It should anger black Americans that, for decades, government at all levels has denied black parents and their children the opportunity to pursue a quality education at the school of their choice, all in the name of politics. Generations of young black people are condemned to lives of desperation and hopelessness through the failure of our school system.
Some have called parental choice “the civil rights issue of our time” and we need to understand that the public school bureaucracy, for reasons they need to explain, is standing in the way of options for our children today. We must not lose another generation of black children; we must form alliances across party lines and ideologies with the singular purpose of saving our children.
From a policy perspective, I think we agree that education is the key to advancing the black community, specifically urban blacks and those living in poverty. We need to break away, however, from the tired answers of the past.
We have ample evidence that charter schools, vouchers for private schools, and other parental choice options result in dramatic improvements in reading, writing and math skills, test scores, and graduation rates for black students in some of the worst school districts in the nation.
If a political movement could be sued for social malpractice, black Americans ought to be rushing to their nearest courtroom to indict liberals for resisting parental choice. The symbiosis between liberals, local schools boards and the teachers’ unions has spawned an education bureaucracy that robs their children of their future. While their actions are criminal, the tragedy is the apparent willingness of black people to enable this malpractice with their support or silence.
The plight of young black men has been a staple in the news but the statements bear repeating. In school districts across the nation, standardized test scores and high school grade point averages are consistently lower among black males compared to any other demographic group, even black females.
Only 47% of black males are graduating from high schools nationwide compared to 75% for white males. In the state of Michigan, the black male graduation rate is an abysmal 33%. The failure of more than half of young black males to earn a high school diploma has predictable and tragic consequences. These young men are more likely to be jobless, poor, engaged in criminal activity or incarcerated than their peers with diplomas.
The reasons behind these disparities could be argued endlessly. While we sit and squabble over why this is happening, another generation of young black men is consigned to a life of endless struggle. What I do know is there are educational alternatives demonstrating incredible success with young black men, and there are also enemies of these alternatives who are blindly beholden to a failed education bureaucracy at our children’s expense.
Our inner cities provide the most egregious examples of how we’re failing our young black men. The high school graduation rates in Detroit, Indianapolis and Cleveland are 24.9%, 30.5% and 34.1%, respectively.
Yet in Milwaukee, which has had an alternative to public schools in place since the 1990s, 85% of students enrolled in the Milwaukee Parental Choice Program earned diplomas in 2007 compared to 58% in the Milwaukee public schools.
Ask parents of low-income minority children in Washington, DC about the benefits of parental choice. The DC Opportunity Scholarship Program provided $7,500 private school scholarships to poor children, most of them black or Hispanic, and the program has won praise from city leaders and parents alike for giving these children their first shot at a quality education.
Kevin P. Chavous, a former Washington, DC city council member and a national advocate and thought leader for parental choice, said, “This successful school voucher program – for DC’s poorest families – has allowed more than 3,300 children to attend the best schools they have ever known.”
As a result of these successes, black parents have been ardent supporters of parental choice for decades. But the response of most liberal politicians, school boards and teachers’ unions to these impressive numbers and the widespread black endorsement of parental choice has not been laudatory. It has been harsh.
Liberal leaders in Congress and the Obama Administration have decided to end the DC Opportunity Scholarship Program, despite widespread support from DC government officials, the DC school chancellor and “more than 70% of DC residents.” Why the hostility from institutions supposedly dedicated to excellence in education?
According to Pournelle’s Iron Law of Bureaucracy, a pearl of wisdom from science fiction writer Jerry Pournelle, the people devoted to a bureaucracy eventually take control from those devoted to the goals the bureaucracy is supposed to accomplish. The schools boards and teachers’ unions’ primary goal is self-preservation, not education. Moreover, their embrace of liberal causes such as same-sex marriage indicates they have an agenda that goes beyond teaching our children to read, write and calculate. Charter schools and other parental choice options don’t give them the opportunity to indoctrinate our children and teach them values without parental knowledge or consent.
Frustratingly, black parents continue to elect the same people who are determined to take away options to better educate their children. Black parents are overwhelmingly in favor of parental choice but don’t realize liberals and their sycophants in the education bureaucracy hate parental choice and are the very reason their children are doomed to failing schools and less abundant lives.
Ron Miller is a conservative commentator who writes extensively about identity politics and the repercussions of placing race above values, emphasizing the harmful effects of liberal policies on the black community. Ron is the executive director of Regular Folks United, an organization devoted to the advancement of liberty and our nation’s founding principles. This article on educational choice is derived from his book, Sellout: Musings from Uncle Tom’s Porch. You can purchase a copy of Sellout here.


(Try it): Where a record contains a picture, omit the picture and repeat the rest exactly.

(Record set):
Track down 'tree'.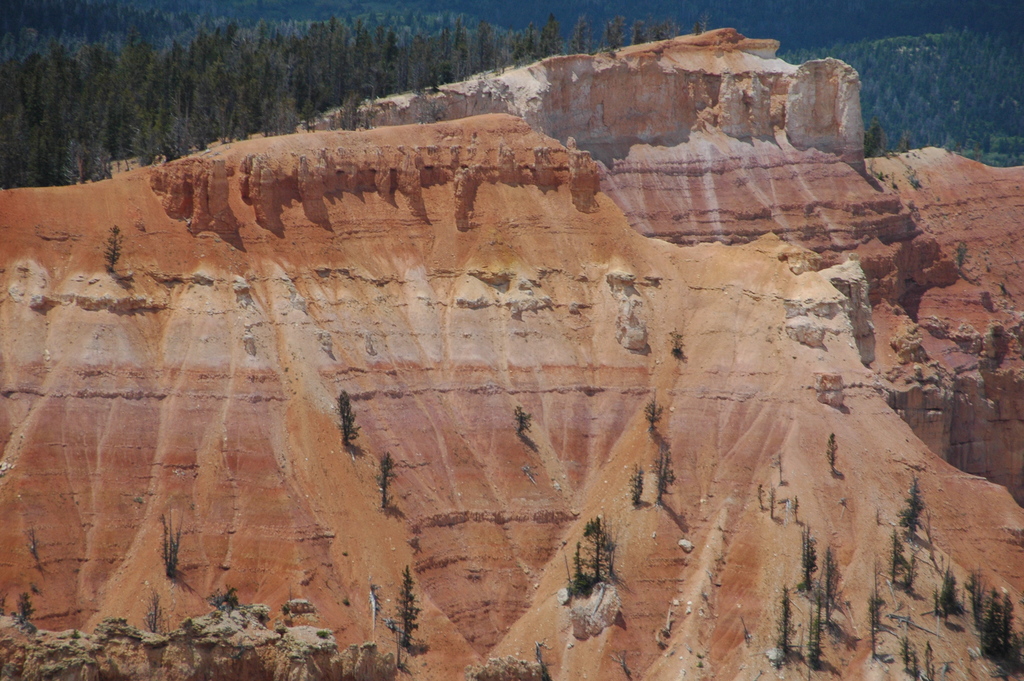
Tracked to 373,448,399,509.
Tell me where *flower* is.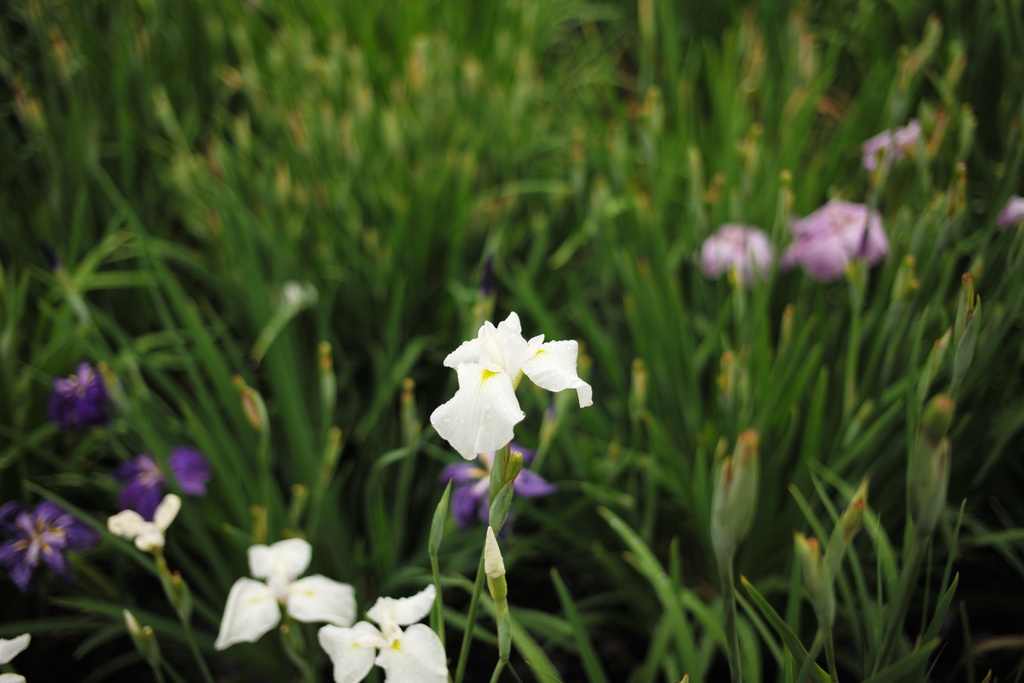
*flower* is at 113, 456, 180, 518.
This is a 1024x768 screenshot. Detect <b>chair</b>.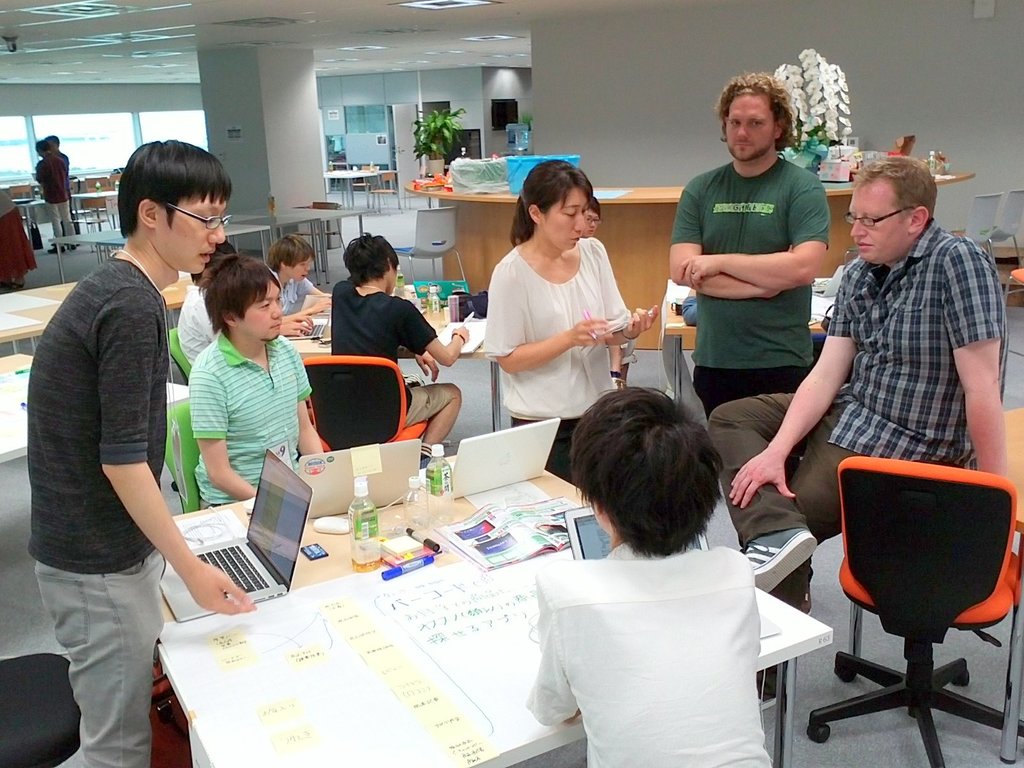
locate(959, 192, 1000, 266).
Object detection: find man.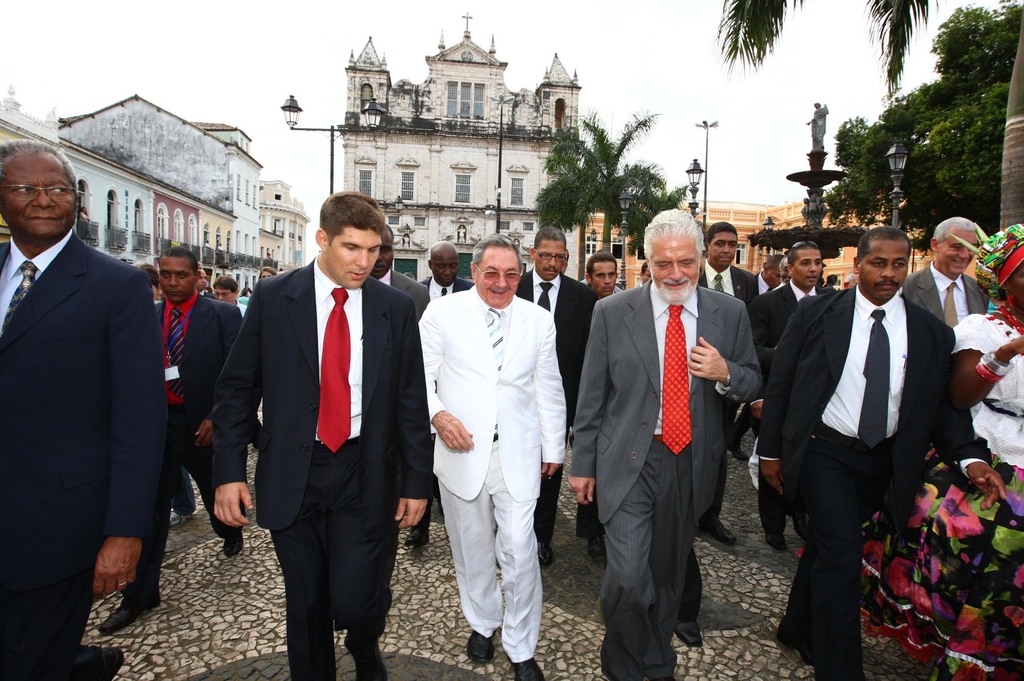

(Task result):
Track down 'tree'.
Tracked to 373,448,399,509.
Tell me where *flower* is.
*flower* is at 113, 456, 180, 518.
This is a 1024x768 screenshot. Detect <b>chair</b>.
locate(959, 192, 1000, 266).
Object detection: find man.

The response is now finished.